I was unsurprised, therefore, to find Kyle with Willy in the
Hummingbird’s
belly.

“Hey, DeeDee, what’re you doing here?” Kyle asked from under what might have been a carbine, might have been a drive shaft, or might have been something else entirely. I didn’t shift into inanimate objects, so I’d never given the ship’s mechanics much attention. That’s what Willy, Bullfrog and, apparently, Kyle were for.

“I can’t visit the engine room?”

He was lying on a rolling board that allowed him to slide under engine parts without having to crawl. Willy said the idea came from Old Earth, in the ancient days before space flight. Willy liked using something that had been used by mechanics for millennia.

Kyle rolled closer to me, though he remained on his back. He was a mini-Roy—smaller all the way around, but no one could ever mistake them for anything other than siblings, even with grease over half of Kyle’s face. “You almost never come down here,” he pointed out. “So, why’re you here now? Not that it’s not great to see you. My big bro being a pain?”

“No, he’s busy and I’m just sort of bored.”

“You mean you don’t want to find out if Roy and Doven are still fighting.”

“You’re so much smarter than Roy thinks you are. I’m impressed.”

Willy peered over the whatever-it-was they were working on. “Yeah? Then why’s the kid covered with grease?”

“Because he idolizes you.”

Willy laughed. “You’re so good with the flattery, little girl.”

“Only when it’s deserved.” Roy had a great crew, and Willy absolutely belonged with the rest of us. To date, he’d never come across anything mechanical he couldn’t figure out, fix, and improve.

Willy walked around to me, wiping his hands on a rag. He was one of those lean men who got a little more sunken and a lot more wiry with age. His hair was still mostly black, though there was, as he put it, a little bit of snow on the mountaintop. “Sure, sure. Kyle, go fetch the magnosensor repair kit. The one I have stored under my bunk.”

Kyle scrambled to his feet. “You sure? I thought we had it all fixed.”

“You know there’s no such thing as thinking out in space, kiddo. You have to be dead sure, or you just wind up dead.”

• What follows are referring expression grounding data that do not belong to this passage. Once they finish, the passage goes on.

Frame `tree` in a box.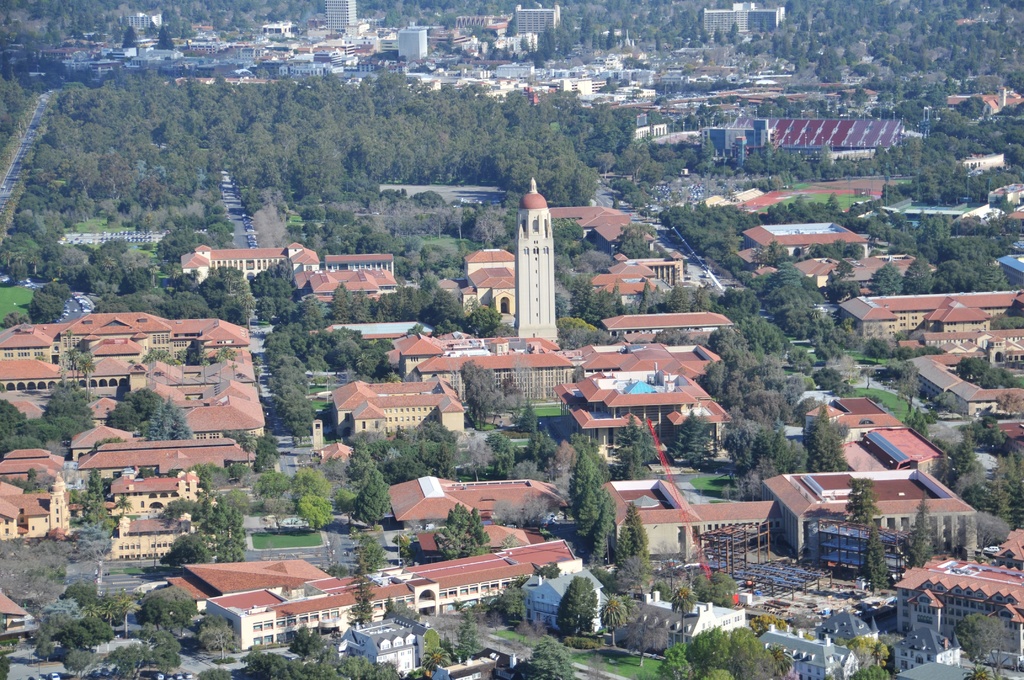
bbox(532, 423, 562, 476).
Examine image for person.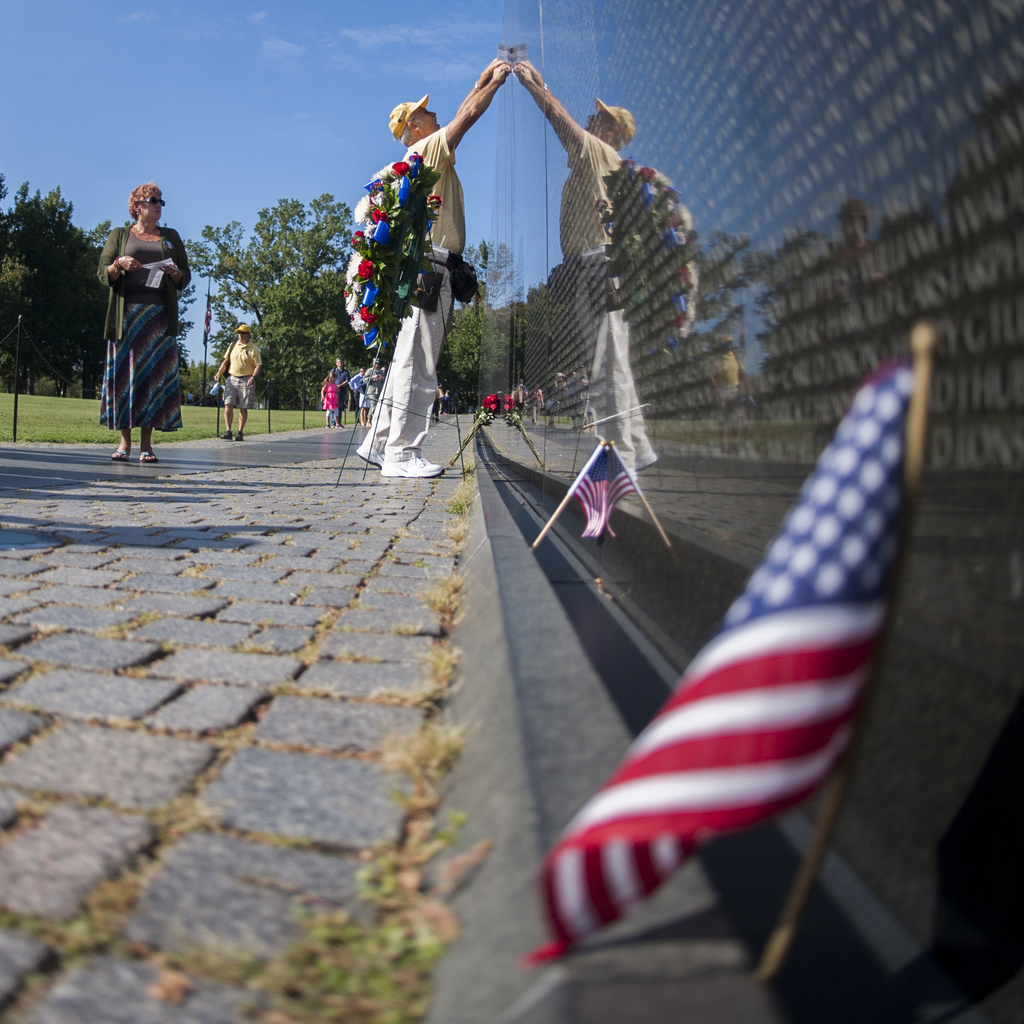
Examination result: [left=354, top=54, right=512, bottom=478].
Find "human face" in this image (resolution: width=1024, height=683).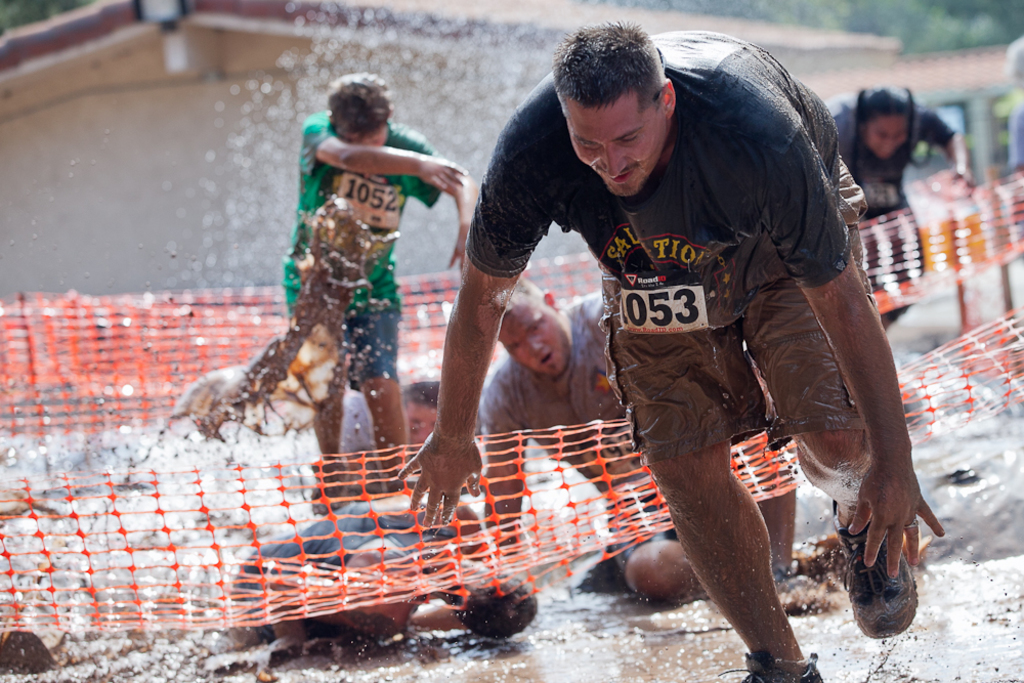
[left=562, top=106, right=666, bottom=200].
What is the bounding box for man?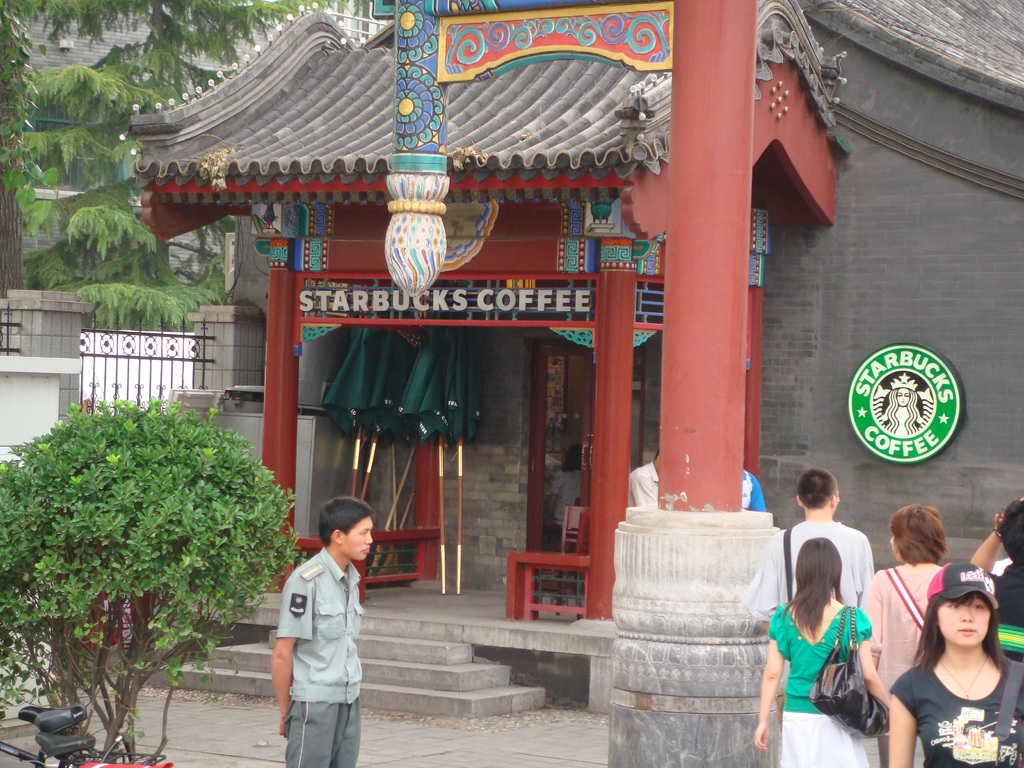
(737,472,872,737).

“Yeah, yeah. I know, I know. And I’m going,” he added as Willy flicked his rag at Kyle, who trotted off with a laugh.

I waited until I knew Kyle was out of earshot. “So, what’s going on?”

Willy grinned. “Can never fool you, can I? I don’t know if this is such a good idea.”

“Having Kyle get the magnosensor repair kit?”

“Don’t play cute with me. You know what I mean.”

“Maybe. Going to Polliworld or seeing what’s going on with Monte the Leech?”

“Both.”

“You love gambling. Actually, I might be understating it—you adore gambling.”

“Not more than life itself, little girl.”

“We’ve dealt with Monte for years; I doubt he’s going to give us too much trouble.”

Willy snorted. “Little girl, if he’s made this deal, Monte’s already
in
trouble. And Roy’s heading us right into the thick of whatever that trouble is. The last place we want to be is caught between the Diamante Families and the Polliworld Underground.”

“Okay, I’ll give you that would be the proverbial rock and a hard place situation.” I considered this. “Do you think Roy knows something?”

“No, I don’t. The news caught him as unawares as the rest of us. No, I think Roy’s heading us to Polliworld to distract everyone from the fight he’s having with Doven—especially himself and Doven.”

“Could be. Should I talk to Ciarissa?”

“Nah. No point. Either she’s interested or she’s not. Besides, that’s not the problem. The problem is that Doven and Roy are having a fundamental disagreement.”

“Doven told me he thought Roy was working Ciarissa too hard and that he didn’t like anything Roy was asking her to do. I know I was gone for three months, but nothing I’ve seen since I’ve been back would make me think Ciarissa’s at the point of collapse.”

“Right. I don’t think that’s the real reason they’re fighting.”

“Why would Doven lie to me?”

“Oh, I’m sure he was telling you the truth. He’s been sweet on Ciarissa for as long as she’s been with us. But I think there’s more to it.”

“Any guess as to what? Because I don’t have any idea.”

“No idea either.” Willy cocked his head at me. “But you’re the one most likely to get the truth out of Roy. And I suggest you do so, before we all end up caught in the middle of whatever’s really going on.”